When you dread hearing their footsteps
Wendy dreaded hearing her daughter's footsteps.
She has a 16-year-old daughter, Emma, and for a long time, nearly every interaction felt… loaded.
Not explosive. Just tense. Snappy.
Like even the smallest question might set something off.
Wendy would knock on Emma's door to hand her clean laundry and hear:
"WHAT?!"
Or she'd ask, "Who are you hanging out with today?" and get:
"Why do you care?"
She told me:
"I feel on edge all the time. I hate that I'm starting to avoid my own kid."
On the outside, she was handing her kid clean laundry.
On the inside, she was terrified she'd already lost her.
At night, she'd lie in bed thinking:
How did we get here? And how do I get her back without making it worse?
That's the part most parents don't say out loud.
Not the arguments. Not the attitude.
But this:
I don't like how this feels between us… and I don't know how to fix it.
You brace before you ask a simple question.
You second-guess your tone.
You wonder if saying anything will just make it worse.
And underneath all of that…
something quieter starts to creep in:
Maybe I'm the one messing this up.
Maybe I've already pushed too hard.
Maybe I don't know how to reach her anymore.
That thought—maybe I'm the one messing this up—is one of the most common things I hear.
And one of the most painful.
That thought doesn't mean you've broken something.
It means you care more than you know what to do with right now.
🧡 Jeanine
Comment and tell me—what's one moment lately that's been getting to you?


What you are asked to do: Each line that holds the string "mirror" counts once. Say how many such lines the entries have, giving the number only.

.....

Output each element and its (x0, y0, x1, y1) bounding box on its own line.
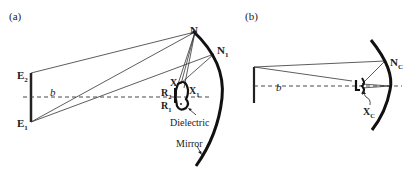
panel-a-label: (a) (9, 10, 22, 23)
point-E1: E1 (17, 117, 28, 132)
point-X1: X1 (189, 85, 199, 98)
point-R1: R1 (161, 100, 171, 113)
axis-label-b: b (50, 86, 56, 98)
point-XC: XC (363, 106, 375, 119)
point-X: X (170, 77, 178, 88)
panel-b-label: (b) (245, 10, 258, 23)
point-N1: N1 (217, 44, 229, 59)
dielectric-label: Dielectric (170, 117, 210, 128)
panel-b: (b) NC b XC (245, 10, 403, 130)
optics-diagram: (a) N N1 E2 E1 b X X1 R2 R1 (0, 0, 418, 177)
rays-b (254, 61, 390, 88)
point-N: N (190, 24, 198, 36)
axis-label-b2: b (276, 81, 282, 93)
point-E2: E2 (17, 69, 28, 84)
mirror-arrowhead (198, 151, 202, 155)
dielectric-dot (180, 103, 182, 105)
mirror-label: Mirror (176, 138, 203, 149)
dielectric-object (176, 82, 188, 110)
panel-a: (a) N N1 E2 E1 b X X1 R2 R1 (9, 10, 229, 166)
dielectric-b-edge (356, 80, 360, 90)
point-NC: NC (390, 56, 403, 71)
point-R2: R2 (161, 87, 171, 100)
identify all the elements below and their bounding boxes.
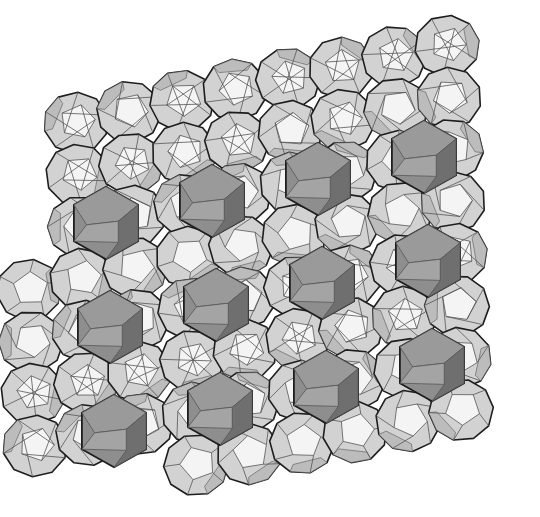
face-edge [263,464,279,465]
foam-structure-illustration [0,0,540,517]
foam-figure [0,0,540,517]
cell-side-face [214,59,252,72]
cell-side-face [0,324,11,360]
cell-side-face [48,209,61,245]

.....

Answer box: 2